Octopus Energy. If You Helped Shape the System, You Should Be Accountable for Its Consequences


By Shane Oxer — Campaigner for fairer and affordable energy


For years, the British public has been promised an energy revolution.
We were told that the transition to wind, solar, battery storage, and “smart flexibility” would deliver three things: cheaper bills, cleaner energy, and greater energy security. Politicians repeated it. Energy executives repeated it. Climate bodies repeated it. And much of the media repeated it.

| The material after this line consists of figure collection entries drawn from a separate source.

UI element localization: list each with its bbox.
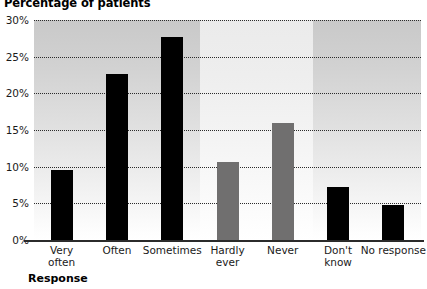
x-label-never: Never [255, 244, 310, 256]
y-tick-label: 15% [6, 125, 29, 136]
bar-sometimes[interactable] [161, 37, 183, 240]
x-axis-labels: Very often Often Sometimes Hardly ever N… [34, 244, 421, 278]
x-label-line: Very [34, 244, 89, 256]
x-label-line: Often [89, 244, 144, 256]
x-label-very-often: Very often [34, 244, 89, 268]
x-label-line: ever [200, 256, 255, 268]
y-axis: 30% 25% 20% 15% 10% 5% 0% [0, 20, 33, 241]
y-tick-label: 30% [6, 15, 29, 26]
plot-area [34, 20, 421, 240]
y-tick-label: 5% [12, 198, 29, 209]
x-label-line: Don't [310, 244, 365, 256]
bar-dont-know[interactable] [327, 187, 349, 240]
bar-slot-sometimes [145, 20, 200, 240]
bar-slot-hardly-ever [200, 20, 255, 240]
bar-slot-dont-know [310, 20, 365, 240]
bar-never[interactable] [272, 123, 294, 240]
x-label-sometimes: Sometimes [140, 244, 205, 256]
bar-hardly-ever[interactable] [217, 162, 239, 241]
y-tick-label: 20% [6, 88, 29, 99]
y-tick-label: 25% [6, 51, 29, 62]
x-label-dont-know: Don't know [310, 244, 365, 268]
y-tick-label: 10% [6, 161, 29, 172]
bar-slot-very-often [34, 20, 89, 240]
x-axis-line [24, 240, 424, 242]
x-label-line: often [34, 256, 89, 268]
x-label-line: Hardly [200, 244, 255, 256]
x-label-line: Sometimes [140, 244, 205, 256]
bar-series [34, 20, 421, 240]
bar-often[interactable] [106, 74, 128, 241]
x-label-no-response: No response [361, 244, 426, 256]
bar-slot-no-response [366, 20, 421, 240]
x-label-line: No response [361, 244, 426, 256]
x-label-line: know [310, 256, 365, 268]
bar-slot-often [89, 20, 144, 240]
bar-no-response[interactable] [382, 205, 404, 240]
bar-chart: Percentage of patients 30% 25% 20% 15% 1… [0, 0, 427, 289]
chart-title: Percentage of patients [4, 0, 150, 10]
x-label-often: Often [89, 244, 144, 256]
bar-slot-never [255, 20, 310, 240]
x-label-hardly-ever: Hardly ever [200, 244, 255, 268]
x-axis-title: Response [28, 272, 88, 285]
bar-very-often[interactable] [51, 170, 73, 240]
x-label-line: Never [255, 244, 310, 256]
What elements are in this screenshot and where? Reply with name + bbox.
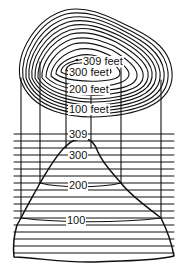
contour-label-100: 100 feet (68, 104, 110, 115)
elevation-lines (14, 134, 174, 253)
contour-label-300: 300 feet (68, 67, 110, 78)
profile-label-309: 309 (68, 129, 88, 140)
profile-label-300: 300 (68, 150, 88, 161)
hill-profile (14, 139, 174, 262)
topographic-diagram: 309 feet 300 feet 200 feet 100 feet 309 … (0, 0, 187, 268)
profile-label-100: 100 (66, 215, 86, 226)
profile-label-200: 200 (68, 180, 88, 191)
summit-dot (76, 59, 79, 62)
contour-label-200: 200 feet (68, 84, 110, 95)
diagram-drawing (0, 0, 187, 268)
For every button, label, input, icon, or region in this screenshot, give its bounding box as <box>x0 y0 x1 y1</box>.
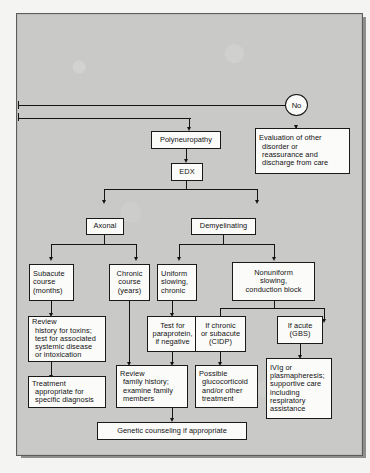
box-review-history-toxins[interactable]: Review history for toxins; test for asso… <box>28 316 106 362</box>
connector-demyelinating-split-bar <box>179 244 275 245</box>
box-test-paraprotein[interactable]: Test for paraprotein, if negative <box>147 316 198 352</box>
connector-chronic-to-review-family <box>129 301 130 363</box>
box-chronic-course[interactable]: Chronic course (years) <box>109 264 150 301</box>
connector-demyelinating-to-nonuniform <box>274 244 275 258</box>
arrowhead-to-uniform <box>177 257 181 261</box>
box-line: chronic <box>161 287 185 295</box>
box-possible-glucocorticoid[interactable]: Possible glucocorticoid and/or other tre… <box>195 365 258 408</box>
box-subacute-course[interactable]: Subacute course (months) <box>29 264 74 301</box>
arrowhead-to-subacute <box>49 257 53 261</box>
box-if-acute-gbs[interactable]: If acute (GBS) <box>277 316 323 344</box>
decision-node-no[interactable]: No <box>285 94 308 116</box>
box-polyneuropathy[interactable]: Polyneuropathy <box>151 131 221 149</box>
box-genetic-counseling[interactable]: Genetic counseling if appropriate <box>97 422 247 440</box>
box-line: (CIDP) <box>209 338 232 346</box>
box-line: Axonal <box>94 222 117 230</box>
arrowhead-to-chronic <box>134 257 138 261</box>
box-review-family-history[interactable]: Review family history; examine family me… <box>116 365 188 408</box>
box-ivig-plasmapheresis[interactable]: IVIg or plasmapheresis; supportive care … <box>266 358 332 419</box>
connector-rail-to-no <box>18 105 296 106</box>
box-edx[interactable]: EDX <box>171 163 203 181</box>
box-demyelinating[interactable]: Demyelinating <box>191 218 256 235</box>
box-line: (years) <box>118 287 141 295</box>
box-line: (GBS) <box>290 330 311 338</box>
figure-canvas: No Evaluation of other disorder or reass… <box>0 0 370 473</box>
connector-demyelinating-to-uniform <box>179 244 180 258</box>
box-line: Demyelinating <box>200 222 247 230</box>
connector-axonal-split-bar <box>51 244 137 245</box>
box-treatment-specific-diagnosis[interactable]: Treatment appropriate for specific diagn… <box>28 376 106 408</box>
arrowhead-to-demyelinating <box>255 200 259 204</box>
arrowhead-to-axonal <box>102 200 106 204</box>
arrowhead-to-nonuniform <box>272 257 276 261</box>
box-line: treatment <box>199 395 234 403</box>
box-line: discharge from care <box>259 159 328 167</box>
connector-rail-to-polyneuropathy <box>18 118 191 119</box>
box-line: Genetic counseling if appropriate <box>117 427 227 435</box>
connector-left-stub-lower <box>18 113 19 121</box>
box-line: conduction block <box>246 286 302 294</box>
box-evaluation-other[interactable]: Evaluation of other disorder or reassura… <box>255 128 350 174</box>
box-line: if negative <box>155 338 189 346</box>
connector-axonal-to-subacute <box>51 244 52 258</box>
box-uniform-slowing[interactable]: Uniform slowing, chronic <box>157 264 197 301</box>
connector-nonuniform-split-bar <box>220 308 325 309</box>
box-if-chronic-subacute[interactable]: If chronic or subacute (CIDP) <box>195 316 246 352</box>
box-line: members <box>120 395 154 403</box>
box-axonal[interactable]: Axonal <box>86 218 124 235</box>
box-line: Polyneuropathy <box>160 136 212 144</box>
box-line: (months) <box>33 287 63 295</box>
connector-axonal-to-chronic <box>136 244 137 258</box>
box-line: EDX <box>179 168 194 176</box>
connector-edx-split-bar <box>104 189 258 190</box>
box-line: assistance <box>270 405 305 413</box>
box-line: or intoxication <box>32 351 81 359</box>
decision-node-no-label: No <box>292 101 302 110</box>
connector-review-history-to-treatment <box>51 362 52 376</box>
box-line: specific diagnosis <box>32 396 94 404</box>
box-nonuniform-slowing[interactable]: Nonuniform slowing, conduction block <box>232 262 315 301</box>
flowchart-panel: No Evaluation of other disorder or reass… <box>16 13 363 456</box>
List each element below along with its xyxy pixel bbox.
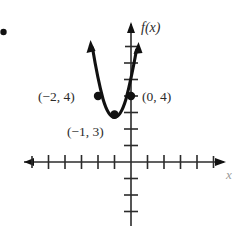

Yet here we are in 2026, and instead of a nation enjoying cheaper, more resilient energy, households are facing rising bills, growing standing charges, mounting network costs, and now,astonishingly, a public debate about whether ordinary people might be willing to accept “the odd blackout” in exchange for lower costs.
That should stop every citizen in Britain in their tracks.
Because when the head of a major supplier like Octopus Energy publicly suggests that some consumers may tolerate occasional outages, the issue is no longer just about tariffs or technology.
It becomes a question of accountability.
Who Built This System?
For over a decade, influential voices across the energy sector have championed a rapid shift toward intermittent generation , primarily wind and solar, supported by batteries, flexible demand, digital balancing, and increasingly complex market mechanisms.
At the centre of that commercial revolution are businesses that have done exceptionally well.
Few have benefited more visibly than Octopus Energy,

led by founder Greg Jackson. The company has grown into one of Britain’s largest suppliers, building its brand around smart tariffs, renewable integration, heat pumps, home batteries, electric vehicles, and flexibility markets.
That success is not the issue.
Success in business is not something to criticise in itself.
But when those who helped shape the system now appear to be asking whether the public might tolerate lower reliability, tougher flexibility measures, or lifestyle adaptation, people are entitled to ask a simple question:
If you helped shape the system, why are ordinary families being asked to lower their expectations?
Electricity Is Not a Lifestyle Product
Electricity is not a subscription service.
It is not a smartphone upgrade.
It is not a lifestyle choice.
Electricity powers:
home medical equipment
refrigeration for medicines
heating systems
communication networks
small businesses
farms
traffic systems
emergency response infrastructure
When the lights go out, consequences are real.
The widespread blackout across Spain and Portugal in 2025 reminded Europe what power failures actually mean:
No trains.
No traffic lights.
No ATMs.
No communications.
No certainty.
And in some tragic cases, loss of life.
So when executives suggest consumers may accept “the odd blackout,” it raises a deeper concern:
Have parts of the energy industry become so focused on cost models and market optimisation that they have forgotten what electricity actually means to ordinary people?
The Real Failure Is Not Renewable Energy,It Is System Design
This debate is often framed as “pro-renewables versus anti-renewables.”
That misses the real issue.
The issue is not renewable energy itself.
The issue is grid architecture.
If Britain had continued investing in:
flexible gas generation
modern nuclear baseload
domestic grid resilience
synchronous generation and system stability
while using wind and solar as a supplementary source, not the backbone of supply, would we even be having conversations about demand flexibility, curtailment, backup batteries, or whether the public should accept lower reliability?
Probably far less.
Instead, Britain increasingly finds itself trying to build an energy system around weather-dependent generation first, and engineering stability afterwards.
That is backwards.
Consumers Are Paying for the Experiment
Households are now paying not just for energy, but for:
transmission upgrades
substations
balancing services
curtailment payments
network reinforcement
capacity mechanisms
battery integration
system digitalisation
Consumers are being told the future is cheaper, while their bills keep rising.
At what point does the public stop being “customers” and start becoming financiers of a national experiment?
Accountability Matters
If you profit from a system…
If you promote a system…
If you influence policy around a system…
Then you should stand by its outcomes.
Not ask the public to lower expectations.
Not suggest blackouts are manageable because laptops have batteries.
Not imply vulnerable families can simply adapt.
Britain deserves better than that.
We deserve an energy policy built around:
reliability first
affordability second
sustainability through engineering,not ideology
Because the public was promised energy security.
Not managed decline.
And certainly not a future where power cuts become part of the conversation.
If you helped shape the system, you should be accountable for its consequences,not asking the public to lower their expectations.